3 Ways to Successfully Adopt WIP Limits (Even When Your Team...

Project Management

3 Ways to Successfully Adopt WIP Limits (Even When Your Team Resist Them)

3 Ways to Successfully Adopt WIP Limits (Even When Your Team Resist Them)

Psychologists claim that people receive more than 80% of information through the sense of sight. We write and draw to visualise our thoughts, emotions and things to remember. No wonder visual perception is used to make work easier and more efficient.

Today visualisation has become a staple practice in project management. Visual management “provides real-time information on work status with the help of visual aids that allow employees to understand their influence on the organisation overall performance, hence allowing them to improve performance.”

In other words, visualisation helps to make challenging issues visible and facilitate early improvements which may have the biggest impact on the project.
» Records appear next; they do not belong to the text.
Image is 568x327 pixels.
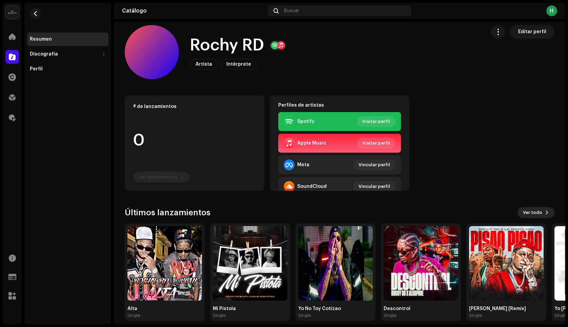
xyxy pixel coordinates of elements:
div: Descontrol [383,306,458,312]
div: Spotify [297,119,314,124]
re-m-nav-item: Resumen [27,33,108,46]
span: Visitar perfil [362,137,390,150]
div: Catálogo [122,8,265,14]
img: 590451b1-3af6-44ae-8a36-01ce3d36262f [469,226,543,301]
re-m-nav-item: Perfil [27,62,108,76]
div: SoundCloud [297,184,327,189]
div: Single [213,313,226,318]
div: Alta [127,306,202,312]
div: Single [554,313,567,318]
div: Single [298,313,311,318]
button: Visitar perfil [357,138,395,149]
re-m-nav-dropdown: Discografía [27,47,108,61]
div: Yo No Toy Cotizao [298,306,373,312]
h1: Rochy RD [190,35,264,56]
div: [PERSON_NAME] [Remix] [469,306,543,312]
span: Vincular perfil [358,180,390,193]
button: Ver todo [517,207,554,218]
img: 64946170-dbd3-48c9-ab9f-89e7f020b301 [298,226,373,301]
span: Ver todo [523,206,542,220]
span: Intérprete [226,62,251,67]
span: Artista [195,62,212,67]
img: 602c5924-5e80-484a-88f9-1bfdddcaab13 [213,226,287,301]
strong: Perfiles de artistas [278,103,324,108]
img: a9815cbe-d607-4744-9e97-fba714d47582 [383,226,458,301]
button: Vincular perfil [353,160,395,170]
button: Vincular perfil [353,181,395,192]
button: Visitar perfil [357,116,395,127]
img: 02a7c2d3-3c89-4098-b12f-2ff2945c95ee [5,5,19,19]
div: Resumen [30,37,52,42]
div: Mi Pistola [213,306,287,312]
div: Single [127,313,140,318]
div: Perfil [30,66,43,72]
span: Buscar [284,8,299,14]
div: Single [469,313,482,318]
div: Single [383,313,396,318]
re-o-card-data: # de lanzamientos [125,96,264,191]
span: Vincular perfil [358,158,390,172]
div: H [546,5,557,16]
div: Apple Music [297,141,326,146]
button: Editar perfil [510,25,554,39]
div: Meta [297,162,309,168]
h3: Últimos lanzamientos [125,207,210,218]
span: Visitar perfil [362,115,390,128]
span: Editar perfil [518,25,546,39]
div: Discografía [30,51,58,57]
img: 5f1c7c9f-fe3c-4932-9d3f-e38fe8471236 [127,226,202,301]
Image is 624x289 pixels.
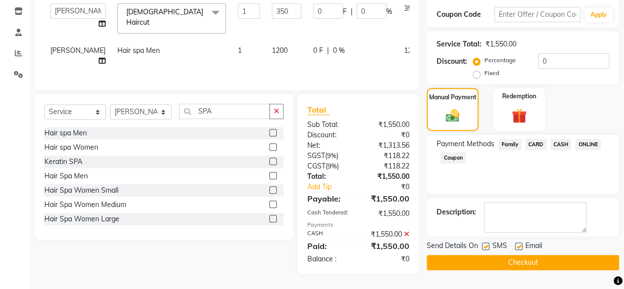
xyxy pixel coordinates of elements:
a: x [150,18,154,27]
div: Keratin SPA [44,156,82,167]
span: [DEMOGRAPHIC_DATA] Haircut [126,7,203,27]
div: Discount: [437,56,467,67]
span: CGST [308,161,326,170]
span: 9% [327,152,337,159]
span: Payment Methods [437,139,495,149]
div: Description: [437,207,476,217]
label: Manual Payment [429,93,477,102]
div: Hair Spa Women Large [44,214,119,224]
span: % [387,6,392,17]
div: Hair spa Women [44,142,98,153]
div: Sub Total: [300,119,359,130]
span: Total [308,105,330,115]
label: Fixed [485,69,500,78]
span: 1 [238,46,242,55]
span: 1200 [272,46,288,55]
input: Search or Scan [179,104,270,119]
img: _cash.svg [442,108,465,123]
div: ₹0 [358,130,417,140]
span: | [327,45,329,56]
span: | [351,6,353,17]
div: Hair spa Men [44,128,87,138]
div: ₹1,313.56 [358,140,417,151]
div: ₹118.22 [358,151,417,161]
span: CARD [526,139,547,150]
span: 1200 [404,46,420,55]
span: 350 [404,4,416,13]
div: Cash Tendered: [300,208,359,219]
div: ₹1,550.00 [358,208,417,219]
div: ₹1,550.00 [358,229,417,239]
div: Total: [300,171,359,182]
span: ONLINE [576,139,601,150]
div: Hair Spa Women Small [44,185,118,195]
div: ( ) [300,161,359,171]
img: _gift.svg [507,107,532,125]
div: ₹118.22 [358,161,417,171]
span: SGST [308,151,325,160]
div: CASH [300,229,359,239]
button: Checkout [427,255,620,270]
div: Discount: [300,130,359,140]
span: CASH [551,139,572,150]
div: ₹0 [368,182,417,192]
label: Redemption [503,92,537,101]
div: ₹1,550.00 [358,119,417,130]
div: ₹1,550.00 [358,193,417,204]
input: Enter Offer / Coupon Code [495,7,581,22]
span: Email [526,240,543,253]
span: [PERSON_NAME] [50,46,106,55]
a: Add Tip [300,182,368,192]
span: 9% [328,162,337,170]
div: ₹1,550.00 [486,39,517,49]
div: Payable: [300,193,359,204]
div: Hair Spa Women Medium [44,199,126,210]
div: Service Total: [437,39,482,49]
button: Apply [585,7,613,22]
div: Net: [300,140,359,151]
div: Hair Spa Men [44,171,88,181]
span: Hair spa Men [117,46,160,55]
div: Balance : [300,254,359,264]
span: Send Details On [427,240,478,253]
span: 0 F [313,45,323,56]
span: F [343,6,347,17]
span: SMS [493,240,507,253]
div: Paid: [300,240,359,252]
span: 0 % [333,45,345,56]
div: ₹0 [358,254,417,264]
label: Percentage [485,56,516,65]
div: Coupon Code [437,9,495,20]
div: Payments [308,221,410,229]
span: Coupon [441,152,466,163]
div: ₹1,550.00 [358,171,417,182]
span: Family [499,139,522,150]
div: ( ) [300,151,359,161]
div: ₹1,550.00 [358,240,417,252]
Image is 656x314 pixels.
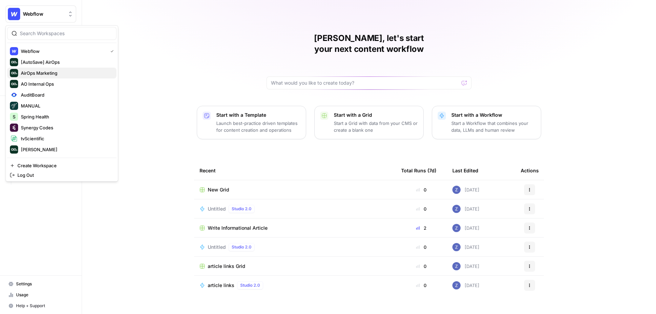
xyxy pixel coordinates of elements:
div: [DATE] [452,262,479,271]
img: if0rly7j6ey0lzdmkp6rmyzsebv0 [452,262,461,271]
img: AuditBoard Logo [10,91,18,99]
p: Start a Workflow that combines your data, LLMs and human review [451,120,535,134]
button: Help + Support [5,301,76,312]
p: Start with a Grid [334,112,418,119]
span: Spring Health [21,113,111,120]
button: Start with a WorkflowStart a Workflow that combines your data, LLMs and human review [432,106,541,139]
img: Webflow Logo [10,47,18,55]
a: Log Out [7,171,117,180]
span: Synergy Codes [21,124,111,131]
span: Log Out [17,172,111,179]
img: if0rly7j6ey0lzdmkp6rmyzsebv0 [452,205,461,213]
img: AirOps Marketing Logo [10,69,18,77]
span: [AutoSave] AirOps [21,59,111,66]
button: Start with a TemplateLaunch best-practice driven templates for content creation and operations [197,106,306,139]
div: Workspace: Webflow [5,25,118,182]
div: Actions [521,161,539,180]
span: Webflow [21,48,105,55]
p: Start a Grid with data from your CMS or create a blank one [334,120,418,134]
div: 0 [401,206,441,213]
span: AuditBoard [21,92,111,98]
img: MANUAL Logo [10,102,18,110]
button: Workspace: Webflow [5,5,76,23]
span: Untitled [208,244,226,251]
img: if0rly7j6ey0lzdmkp6rmyzsebv0 [452,243,461,252]
div: Last Edited [452,161,478,180]
span: Untitled [208,206,226,213]
div: [DATE] [452,243,479,252]
a: UntitledStudio 2.0 [200,243,390,252]
div: 0 [401,282,441,289]
div: [DATE] [452,224,479,232]
img: Synergy Codes Logo [10,124,18,132]
span: S [13,113,15,120]
img: if0rly7j6ey0lzdmkp6rmyzsebv0 [452,224,461,232]
a: Settings [5,279,76,290]
span: Help + Support [16,303,73,309]
a: Create Workspace [7,161,117,171]
input: Search Workspaces [20,30,112,37]
span: Create Workspace [17,162,111,169]
img: tvScientific Logo [10,135,18,143]
span: article links [208,282,234,289]
img: [AutoSave] AirOps Logo [10,58,18,66]
a: Write Informational Article [200,225,390,232]
span: Settings [16,281,73,287]
a: article links Grid [200,263,390,270]
div: Total Runs (7d) [401,161,436,180]
span: AirOps Marketing [21,70,111,77]
img: Webflow Logo [8,8,20,20]
span: Write Informational Article [208,225,268,232]
span: Usage [16,292,73,298]
span: [PERSON_NAME] [21,146,111,153]
div: 2 [401,225,441,232]
input: What would you like to create today? [271,80,459,86]
h1: [PERSON_NAME], let's start your next content workflow [267,33,472,55]
a: Usage [5,290,76,301]
span: Studio 2.0 [232,206,252,212]
span: Studio 2.0 [240,283,260,289]
div: 0 [401,187,441,193]
div: 0 [401,263,441,270]
div: [DATE] [452,282,479,290]
img: Zoe Jessup Logo [10,146,18,154]
div: 0 [401,244,441,251]
span: Webflow [23,11,64,17]
span: AO Internal Ops [21,81,111,87]
div: [DATE] [452,205,479,213]
img: if0rly7j6ey0lzdmkp6rmyzsebv0 [452,282,461,290]
span: article links Grid [208,263,245,270]
a: New Grid [200,187,390,193]
button: Start with a GridStart a Grid with data from your CMS or create a blank one [314,106,424,139]
p: Launch best-practice driven templates for content creation and operations [216,120,300,134]
span: Studio 2.0 [232,244,252,250]
span: MANUAL [21,103,111,109]
p: Start with a Workflow [451,112,535,119]
div: Recent [200,161,390,180]
span: tvScientific [21,135,111,142]
span: New Grid [208,187,229,193]
a: article linksStudio 2.0 [200,282,390,290]
a: UntitledStudio 2.0 [200,205,390,213]
img: AO Internal Ops Logo [10,80,18,88]
div: [DATE] [452,186,479,194]
img: if0rly7j6ey0lzdmkp6rmyzsebv0 [452,186,461,194]
p: Start with a Template [216,112,300,119]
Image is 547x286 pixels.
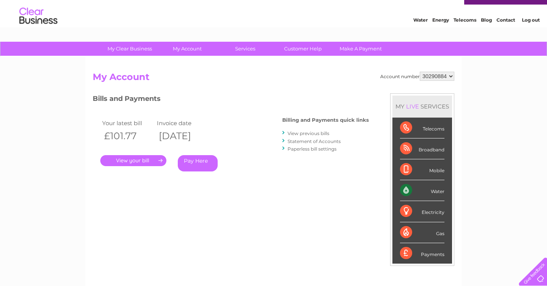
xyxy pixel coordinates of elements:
h2: My Account [93,72,454,86]
a: Telecoms [453,32,476,38]
a: 0333 014 3131 [403,4,456,13]
th: £101.77 [100,128,155,144]
a: View previous bills [287,131,329,136]
a: Pay Here [178,155,217,172]
a: Energy [432,32,449,38]
h4: Billing and Payments quick links [282,117,369,123]
div: MY SERVICES [392,96,452,117]
th: [DATE] [155,128,209,144]
a: My Clear Business [98,42,161,56]
div: Broadband [400,139,444,159]
div: Clear Business is a trading name of Verastar Limited (registered in [GEOGRAPHIC_DATA] No. 3667643... [95,4,453,37]
div: Water [400,180,444,201]
a: Paperless bill settings [287,146,336,152]
div: Account number [380,72,454,81]
a: . [100,155,166,166]
a: Blog [480,32,491,38]
div: LIVE [404,103,420,110]
a: Contact [496,32,515,38]
a: Log out [521,32,539,38]
img: logo.png [19,20,58,43]
td: Your latest bill [100,118,155,128]
td: Invoice date [155,118,209,128]
div: Electricity [400,201,444,222]
h3: Bills and Payments [93,93,369,107]
div: Gas [400,222,444,243]
a: Water [413,32,427,38]
a: Make A Payment [329,42,392,56]
div: Mobile [400,159,444,180]
a: Customer Help [271,42,334,56]
a: My Account [156,42,219,56]
div: Telecoms [400,118,444,139]
div: Payments [400,243,444,264]
a: Services [214,42,276,56]
a: Statement of Accounts [287,139,340,144]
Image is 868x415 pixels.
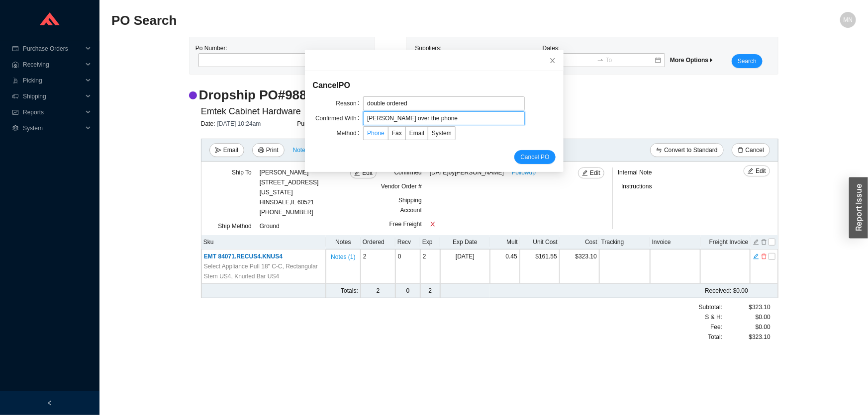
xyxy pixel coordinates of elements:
[259,223,279,229] span: Ground
[301,105,315,118] button: info-circle
[670,57,714,64] span: More Options
[732,143,770,157] button: deleteCancel
[520,235,560,249] th: Unit Cost
[23,120,82,136] span: System
[547,55,595,65] input: From
[293,145,318,155] span: Notes ( 2 )
[420,284,440,298] td: 2
[392,130,402,137] span: Fax
[701,235,750,249] th: Freight Invoice
[582,170,588,177] span: edit
[752,252,760,259] button: edit
[12,109,19,115] span: fund
[362,168,373,178] span: Edit
[420,249,440,284] td: 2
[47,400,53,406] span: left
[337,126,363,140] label: Method
[297,120,336,127] span: Purchase rep:
[303,108,315,114] span: info-circle
[258,147,264,154] span: printer
[755,166,766,176] span: Edit
[843,12,853,28] span: MN
[597,57,604,64] span: to
[618,169,652,176] span: Internal Note
[520,152,549,162] span: Cancel PO
[199,87,328,104] h2: Dropship PO # 988482
[520,249,560,284] td: $161.55
[12,46,19,52] span: credit-card
[23,105,82,120] span: Reports
[512,168,536,178] a: Followup
[760,252,768,259] button: delete
[732,54,763,68] button: Search
[599,235,650,249] th: Tracking
[396,235,420,249] th: Recv
[705,312,723,322] span: S & H:
[360,235,396,249] th: Ordered
[656,147,662,154] span: swap
[252,143,285,157] button: printerPrint
[440,249,490,284] td: [DATE]
[737,56,757,66] span: Search
[209,143,244,157] button: sendEmail
[196,43,325,68] div: Po Number:
[341,287,358,294] span: Totals:
[326,235,360,249] th: Notes
[755,322,770,332] span: $0.00
[699,302,722,312] span: Subtotal:
[664,145,717,155] span: Convert to Standard
[705,287,731,294] span: Received:
[23,41,82,57] span: Purchase Orders
[266,145,279,155] span: Print
[578,168,604,178] button: editEdit
[389,221,422,228] span: Free Freight
[292,145,318,152] button: Notes (2)
[722,312,770,322] div: $0.00
[394,169,422,176] span: Confirmed
[111,12,670,29] h2: PO Search
[752,237,760,244] button: edit
[218,223,251,229] span: Ship Method
[350,168,376,178] button: editEdit
[201,104,301,119] span: Emtek Cabinet Hardware
[722,332,770,342] div: $323.10
[744,166,770,176] button: editEdit
[430,168,504,178] span: [DATE] by [PERSON_NAME]
[315,111,363,125] label: Confirmed With
[232,169,251,176] span: Ship To
[259,168,350,217] div: [PHONE_NUMBER]
[540,43,667,68] div: Dates:
[761,253,767,260] span: delete
[360,249,396,284] td: 2
[259,168,350,207] div: [PERSON_NAME] [STREET_ADDRESS][US_STATE] HINSDALE , IL 60521
[12,125,19,131] span: setting
[650,235,701,249] th: Invoice
[549,57,556,64] span: close
[737,147,744,154] span: delete
[597,57,604,64] span: swap-right
[420,235,440,249] th: Exp
[354,170,360,177] span: edit
[224,145,238,155] span: Email
[590,168,601,178] span: Edit
[432,130,451,137] span: System
[413,43,540,68] div: Suppliers:
[560,249,599,284] td: $323.10
[745,145,764,155] span: Cancel
[560,235,599,249] th: Cost
[409,130,424,137] span: Email
[490,284,750,298] td: $0.00
[440,235,490,249] th: Exp Date
[217,120,261,127] span: [DATE] 10:24am
[708,332,723,342] span: Total:
[23,88,82,105] span: Shipping
[760,237,768,244] button: delete
[722,302,770,312] div: $323.10
[201,120,217,127] span: Date:
[215,147,221,154] span: send
[313,79,555,92] div: Cancel PO
[330,251,355,259] button: Notes (1)
[650,143,723,157] button: swapConvert to Standard
[710,322,722,332] span: Fee :
[753,253,759,260] span: edit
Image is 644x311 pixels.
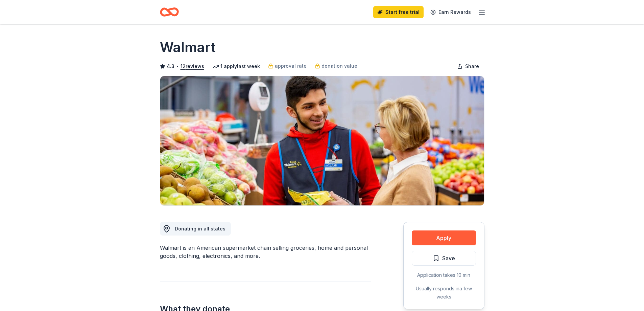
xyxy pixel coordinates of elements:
span: Save [442,254,455,263]
span: Donating in all states [175,226,226,232]
span: approval rate [275,62,306,70]
button: 12reviews [181,62,204,70]
button: Apply [412,231,476,245]
a: Earn Rewards [427,6,475,18]
button: Save [412,251,476,266]
a: Home [160,4,179,20]
a: approval rate [268,62,306,70]
span: Share [465,62,479,70]
a: donation value [315,62,358,70]
div: Application takes 10 min [412,271,476,279]
div: Usually responds in a few weeks [412,285,476,301]
span: • [176,64,179,69]
span: donation value [322,62,358,70]
h1: Walmart [160,38,216,57]
div: 1 apply last week [213,62,260,70]
a: Start free trial [373,6,424,18]
button: Share [451,59,485,73]
img: Image for Walmart [160,76,484,205]
span: 4.3 [166,62,175,70]
div: Walmart is an American supermarket chain selling groceries, home and personal goods, clothing, el... [160,244,371,260]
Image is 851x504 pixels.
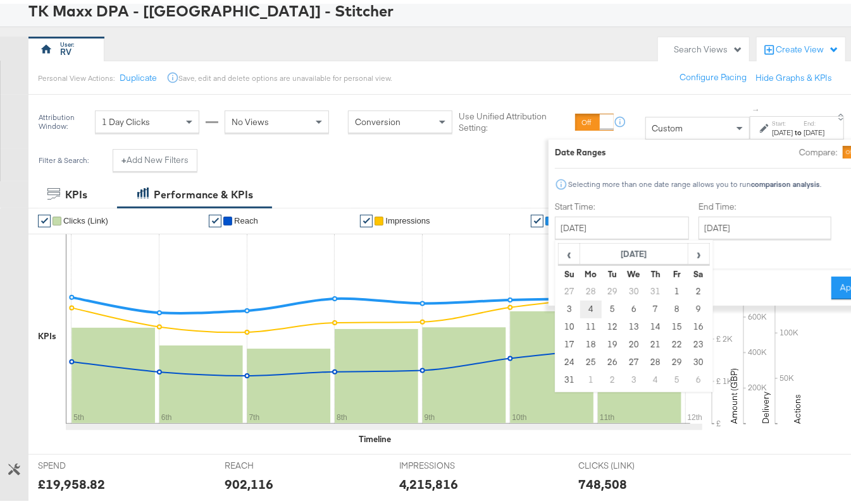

Other benefits of visual management include:

  • Defining work priorities
  • Identifying workflow (what is being done)
  • Identifying what has gone wrong
  • Setting standards of work
  • Providing real-time feedback
  • Minimising the number of meeting to discuss work issues

Along with visualising processes, we start to limit work in progress. Visualisation and WIP are best-known as one of the core properties of Kanban. Limiting the amount of WIP makes the team focus on a smaller set of tasks, allows to complete them faster and effectively respond to customer demands.

Unfortunately, many teams struggle to introduce WIP limits as people naturally tend to do what they’ve always been doing: just pull more work. However, there are several ways to address this challenge and make WIP limits work.

#1. If the team resists WIP limits, there’s no point in enforcing them. Instead of making WIP limiting an obligatory practice, allow the team to try it from time to time. As soon as there is no commitment to continue this practice after the trial, the team feels less pressured and finds it easier to adopt.

#2. Instead of focusing on WIP limits, focus on cycle time (how much time it takes to finish a work item) and throughput (how many work items are finished in a given time window).

The formula goes like: Cycle Time = WIP/Throughput

This is a good way to explain to the team that to have shorter cycle time they need to either improve throughput (which is often difficult) or cut work in progress (which is much easier).

#3. Focus on finishing items rather than starting them. In other words, focus on outcomes.

  • When you finish an item, check if there are any blockers.
  • If there are blockers, try to solve them.
  • If there are no blockers, take the item closest to the “done” column.
  • Start a new item when there is nothing you can do with ongoing items.

Instead of introducing an artificial WIP practice that yields specific outcomes you can focus on these outcomes. This provides the team with a simple guidance for choosing tasks effectively and make them less likely to resist the practice.